4 min read

Time Is the Most Important Currency

For four weeks my schedule erased the time I normally use to build the newsletter. It still shipped because the AI systems I built when I had room are doing the work I no longer have time to do manually. That is how you bank time when the calendar disappears.

I usually create the newsletter on weeknights, between 7 and 10 PM, after my day winds down. For the last four weeks, that window has been mostly gone. My travel and presentation schedule has been hectic, which means the content I would have written on a Tuesday night is now getting written on a Saturday. That kills my weekend flexibility and the time I had been using to build with AI. And with major life changes coming in November, I have been thinking more and more about the importance of time. 

Time is the most important currency, and I had read that line for years without ever really feeling it. This stretch made me feel it. Every hour over the last four weeks has been spoken for, and the newsletter has still kept shipping. That outcome is not because I have been working harder. It is because the AI systems I built earlier, when I had room to build them, are doing the work I no longer have time to do manually. They are how you bank time when the rest of your calendar is taken. 

Lessons From 30,000 Feet

I was on a Friday morning flight home to Orlando from Las Vegas, where I had presented the day before. I had not touched the newsletter all week because of the travel, and that weekend was the only window I had left to do the work. The long flight was my last shot at protecting my time.

So I opened the laptop and started working through the Claude skills I had built. By the time we descended into Orlando, the next issue was 90 percent done.

Two concepts landed during the execution, both of them things I had said for months without feeling them at this depth. The first was that AI is best used as a system that solves a problem, not a prompt that automates a task. I had been writing and saying that in various ways, but watching the workflow run on a tray table while the rest of my week was already spent was the first time it felt real for me. It was the first experience where I noticed getting my time back during a period of personal chaos.

The second was time. The hours the system was buying back compounded into a weekend with flexibility, and the sleep I had not been getting all week. Productivity advice never seems to capture this. Time is the only currency none of us get more of, and my AI-powered content creation system is the only thing in my stack that has helped me bank it without sacrificing anything. 

When Life Gets Busy

This is not just my story. Every professional eventually hits a stretch where the time to think and the time to build both shrink at the same moment. The trigger looks different for everyone, whether that is travel, illness, a major project, or a child entering a more demanding phase. The pattern is the same. Real life arrives all at once and takes the room you used to have.

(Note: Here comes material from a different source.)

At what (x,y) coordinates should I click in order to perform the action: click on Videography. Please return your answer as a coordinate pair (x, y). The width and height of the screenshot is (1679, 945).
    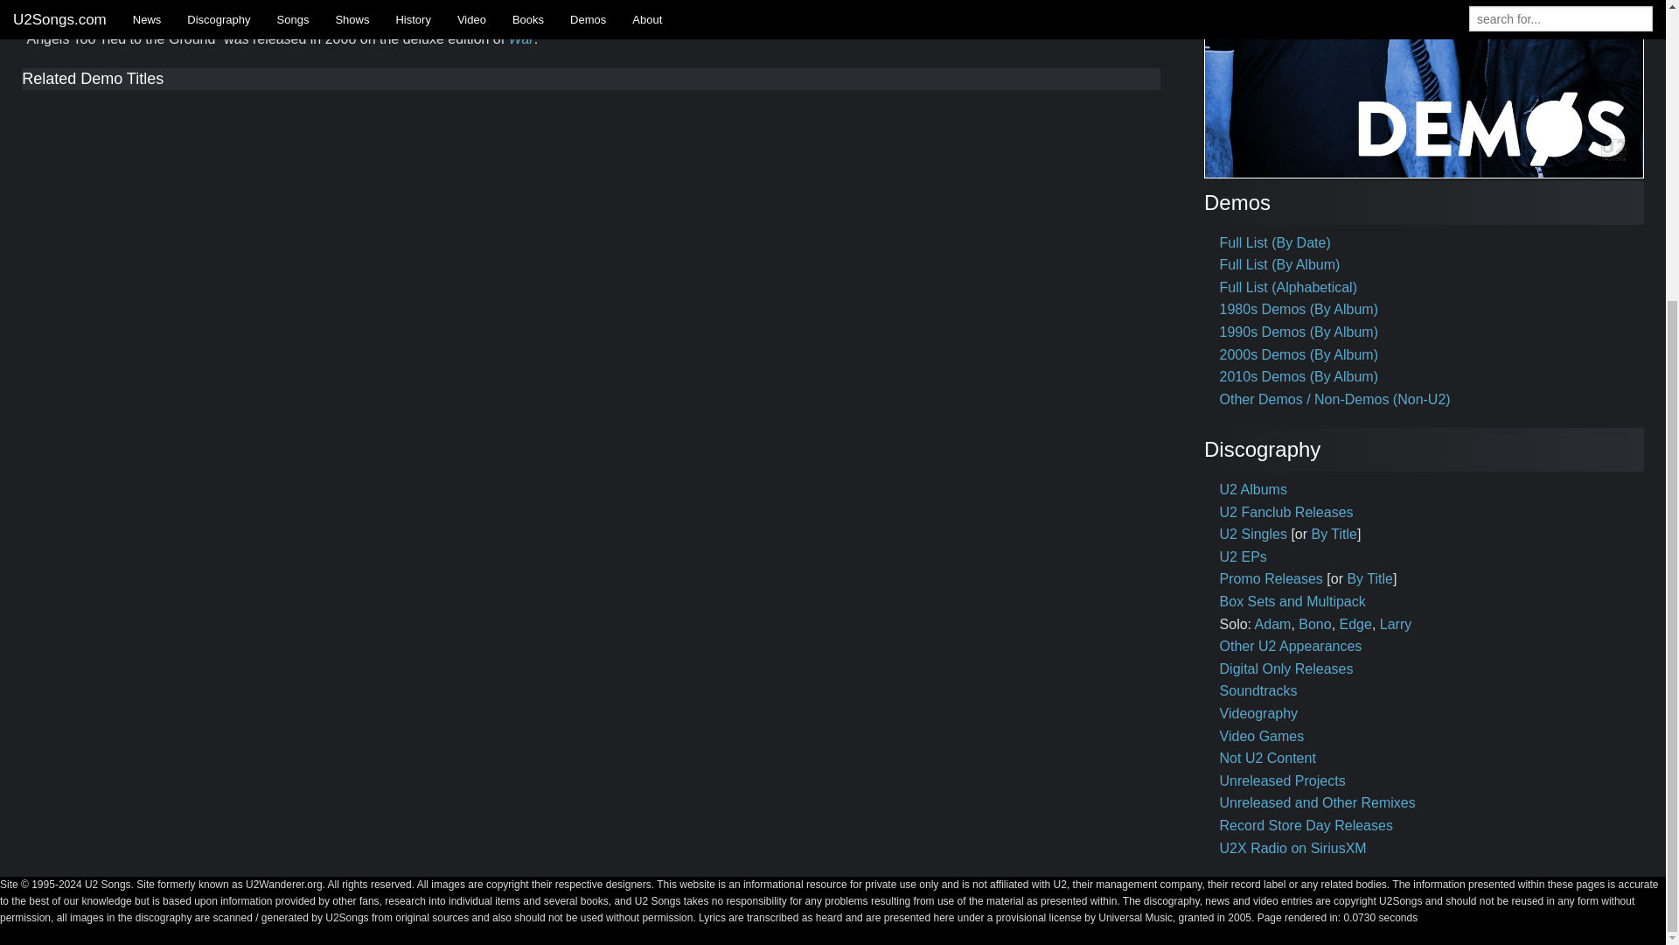
    Looking at the image, I should click on (1260, 713).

What I felt on the flight is showing up in the data. Microsoft's 2026 Work Trend Index reports that 66 percent of AI users surveyed say AI has given them more time for high-value work. That figure came from a Microsoft survey of 20,000 AI-using knowledge workers across ten markets. Professionals who have wrapped systems around AI are getting their hours back.

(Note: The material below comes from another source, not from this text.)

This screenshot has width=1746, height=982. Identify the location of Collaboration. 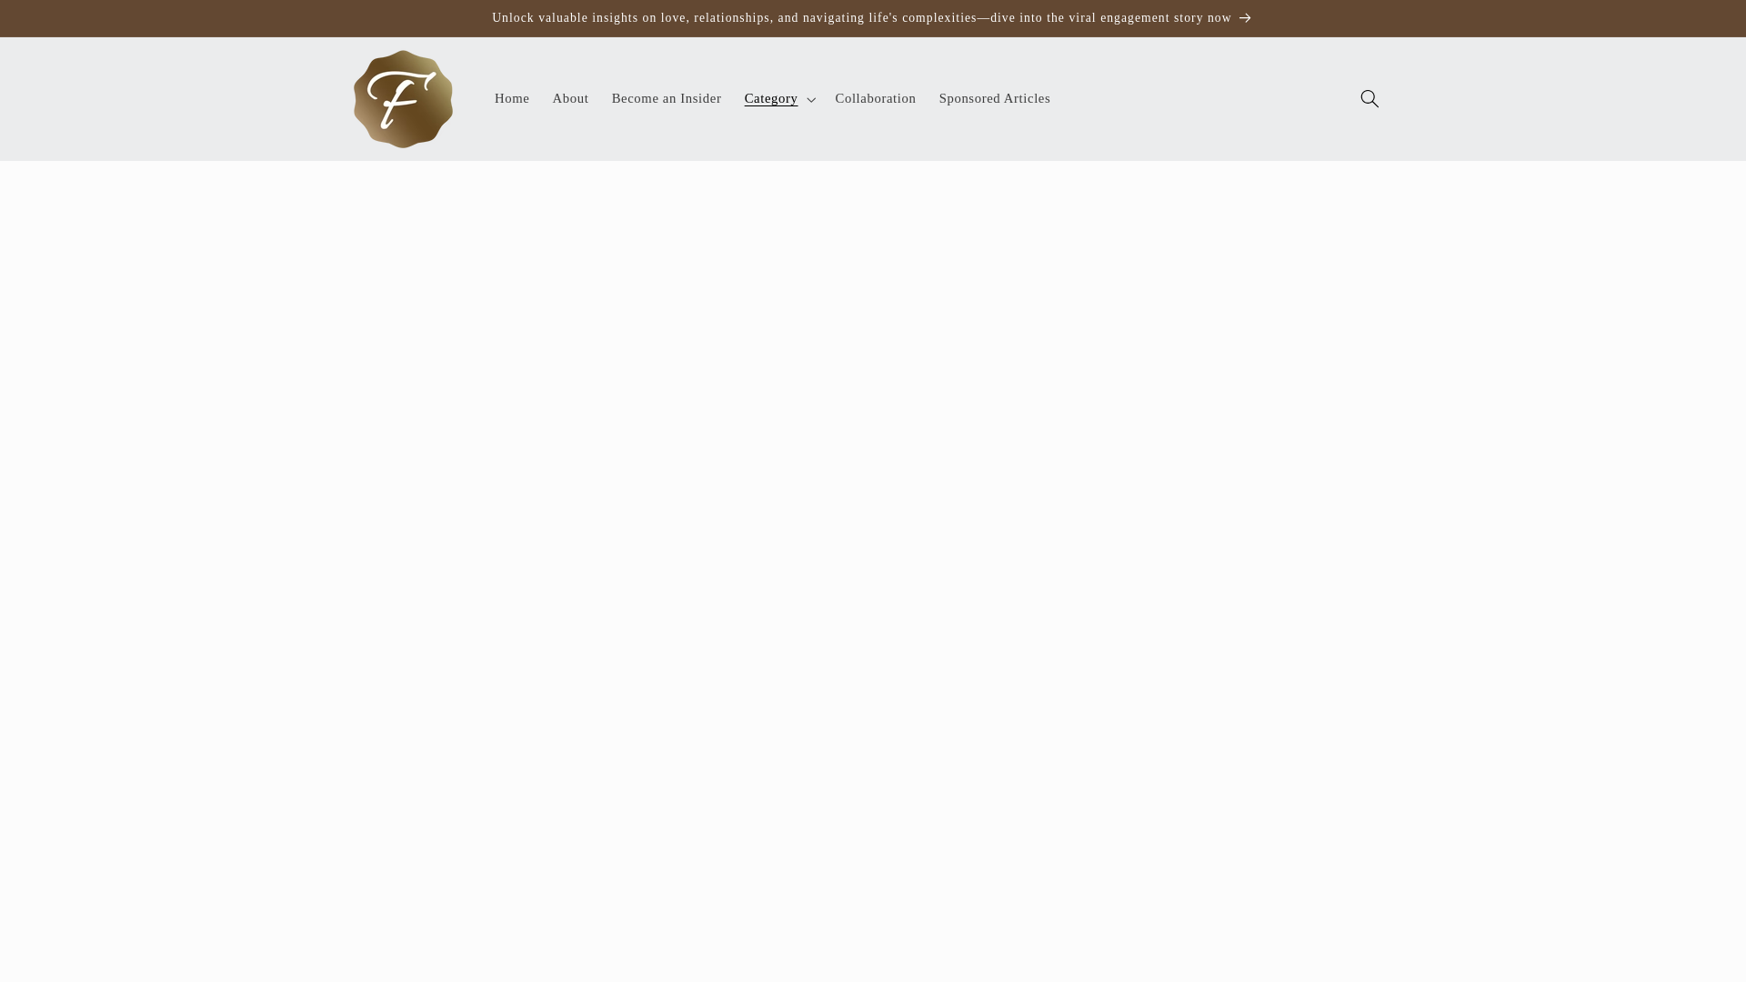
(875, 98).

AI returns time when it runs as a system. Treating it as a chatbot or a smarter search engine sharpens a task but does not bank an hour. Real life is what happens when there is no surplus to optimize, only the existing output to preserve. The system you build when you have time is what keeps you productive and shipping when you do not. 

Getting Your Time Back 

Start with one question: where is your time leaking right now? Asking what task AI can do for you stops at the task, but many workers never get to a starting question at all. Per Gallup's most recent workplace survey, 49 percent of U.S. workers report they never use AI in their role. The standard AI pitch did not meet those workers where they were, because it never asked where they were losing time in the first place. 

Your first system starts with a problem you already need help with. It could be the recurring client email, the weekly team summary, or the slide deck you rebuild from the same data each month. Write down your problem statement, the inputs, what good looks like, and hand that context over to the AI tool you already use. Run it once. Adjust it. Run it again. Iterate until you are comfortable with the output, then build a system that can replicate that output on an ongoing basis. 

This is when compounding starts and you can feel the difference in your AI usage. A system you have used ten times has paid you back ten times over, with no extra labor on your part. Compounding is the entire case for building an AI system. 

If you have not started yet, that is fine. No one is an AI expert, including the people who have been building with it for months. We learn by experimenting and thinking differently. Finding ways to get time back is a grounding concept for all of us, and the perfect entry point to your first AI system. The only thing that matters is starting.